The casting is brilliant; all the characters appear sculpturally archetypal. Ben Kingsley is superb as Pascali, inhabiting the doomed, lonely, character completely. His emotional monologue/prayer to the sultan near the beginning and which ends the film are intoned like music. Helen Mirren is perfect as Pascali's friend, muse and as his unattainable virtue, the source of his fevered longing. Charles Dance (who always appears larger than life, even on film) is excellent as the archeological con-man who stumbles over something pure and is trapped by it. Steffan Gryff wields an immortal, cunning profile and along with Nadim Sawalha as the Pasha, behave and look like the Ottoman Empire's corruption made flesh.
The story is a seductive mix; a gorgeous setting blended with serious melancholy, punctuated by a minor adventure and all informed by a clear respect for history. Its a small story (as emotionally guarded stories invariably feel) but its a terrific film.

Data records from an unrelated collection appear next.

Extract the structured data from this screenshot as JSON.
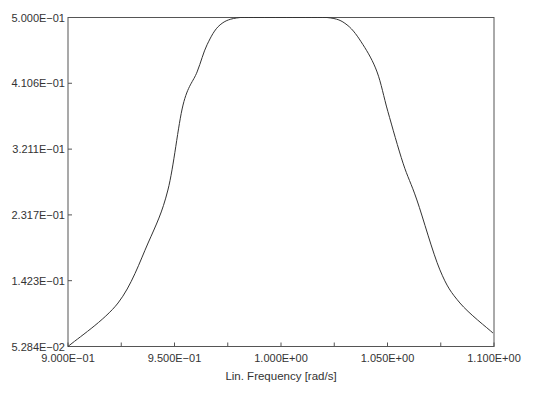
{
  "chart_data": {
    "type": "line",
    "title": "",
    "xlabel": "Lin. Frequency [rad/s]",
    "ylabel": "",
    "xlim": [
      0.9,
      1.1
    ],
    "ylim": [
      0.05284,
      0.5
    ],
    "grid": false,
    "legend": null,
    "x_ticks": [
      0.9,
      0.95,
      1.0,
      1.05,
      1.1
    ],
    "x_tick_labels": [
      "9.000E−01",
      "9.500E−01",
      "1.000E+00",
      "1.050E+00",
      "1.100E+00"
    ],
    "x_minor_ticks": [
      0.925,
      0.975,
      1.025,
      1.075
    ],
    "y_ticks": [
      0.05284,
      0.1423,
      0.2317,
      0.3211,
      0.4106,
      0.5
    ],
    "y_tick_labels": [
      "5.284E−02",
      "1.423E−01",
      "2.317E−01",
      "3.211E−01",
      "4.106E−01",
      "5.000E−01"
    ],
    "series": [
      {
        "name": "response",
        "color": "#333333",
        "x": [
          0.9,
          0.9235,
          0.9376,
          0.9469,
          0.954,
          0.9606,
          0.9653,
          0.9714,
          0.9808,
          1.0,
          1.0216,
          1.031,
          1.0385,
          1.0451,
          1.0502,
          1.0573,
          1.0638,
          1.0746,
          1.084,
          1.0995
        ],
        "values": [
          0.0528,
          0.112,
          0.1935,
          0.2655,
          0.381,
          0.426,
          0.463,
          0.49,
          0.5,
          0.5,
          0.5,
          0.49,
          0.463,
          0.426,
          0.372,
          0.302,
          0.252,
          0.157,
          0.112,
          0.0712
        ]
      }
    ]
  },
  "plot": {
    "left": 68,
    "right": 494,
    "top": 17.5,
    "bottom": 346.5
  }
}
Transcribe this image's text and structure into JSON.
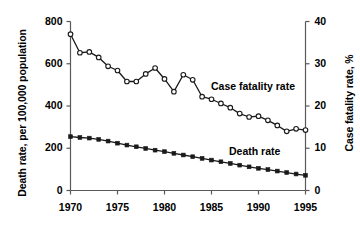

Pascali has watched, spied and reported his whole life for masters who are doubtless unaware of his existence at all. As this is slowly dawning on him he is suddenly swept up in an minor intrigue which crystalizes all of his wishes and hopes. He sees a chance for personal renewal, but to achieve it he has to overcome instincts developed from a lifetime of deceit in a petty, corrupt outpost of a dying empire.
Recommended highly.
Incredible little movie!
There's nothing wrong with this film. Everything in it works. The story, one of frustration experienced by the principle character, the one and only Sir Ben Kingsley in the title role, playing a rather inept informant in an incompetent political system, the Ottoman Empire, in the days before the "Great War," WW1, is solid and poignant. The presence of supporting actors like Charles Dance and Helen Mirren, both great Brit actors round off a delightful movie that is worth seeing again and again.